Against the backdrop of Nike rolling out its highly controversial new Colin Kaepernick "Just Do It" campaign during last night's NFL season opener, Sports Illustrated's Jacob Feldman has declared victory for fans urging media to "stick to sports." Gosh, he could have fooled the world with such a wild claim!
It is hard to fathom some people support Nike's decision to make former NFL star Colin Kaepernick the center of a new advertising campaign. That’s right, the guy who wore socks with cops as pigs, wore a pro-Castro T-shirt and then said Cuba was a better country than America. He said our country was founded on slavery and the “genocide of Native Americans.”
On Friday's MSNBC Live, as host Ali Velshi brought aboard Black Lives Matter leader Deray McKesson to discuss the controversial Nike ad featuring Colin Kaepernick, the MSNBC host actually hit his liberal guest from the left as he wondered if Nike was really doing enough to promote Kaepernick's political agenda.

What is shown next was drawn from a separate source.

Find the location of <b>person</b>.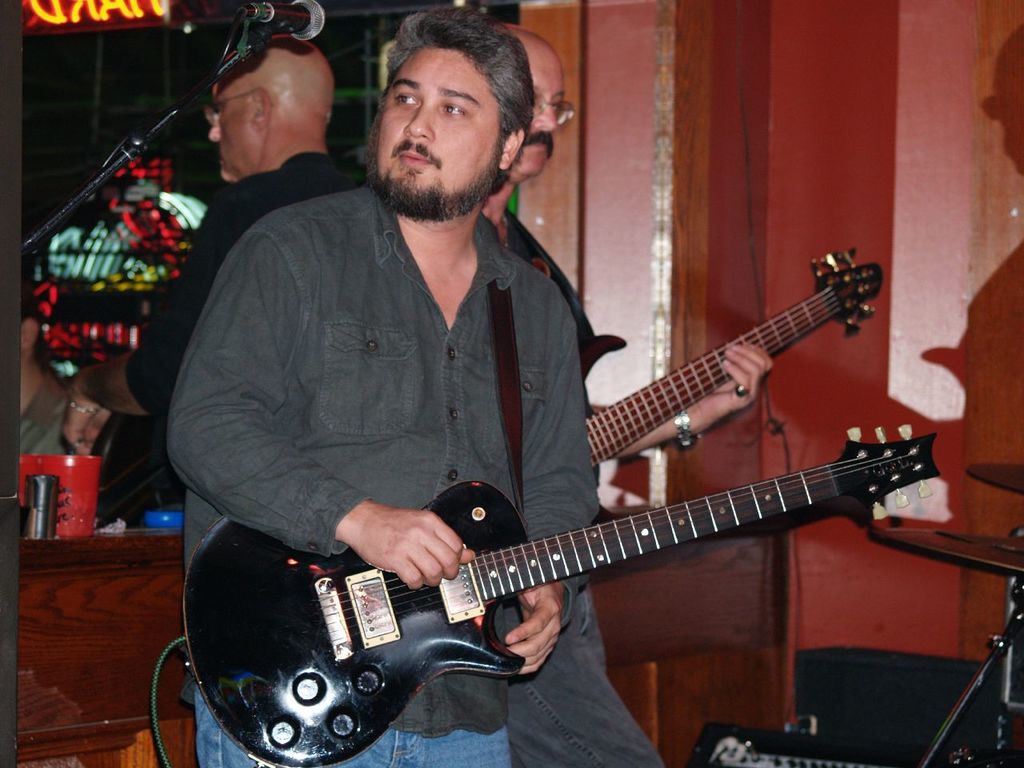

The canceled ABC prime-time show Designated Survivor lived up to its name when the series was picked up this week by Netflix, which ordered a truncated third season of 10 episodes starting in 2019. Conservative viewers had hoped that the participation of Kiefer Sutherland – the actor and producer who portrayed heroic counter-terrorism agent Jack Bauer for eight seasons on the popular Fox program 24 – would give the audience a fair representation of both conservative and liberal political views.
New York Times columnist Paul Krugman is not handling Brett Kavanaugh’s Supreme Court hearings very well. He was in full hysterical mode in his Friday column, the subtly titled “Kavanaugh Will Kill the Constitution.” Text box: “The legitimacy of the Supreme Court is on the line.” Krugman demonstrated his typical calm reasoning: "...if Kavanaugh is confirmed, we will be trying to navigate a turbulent era in American politics with a Supreme Court in which two seats were effectively stolen."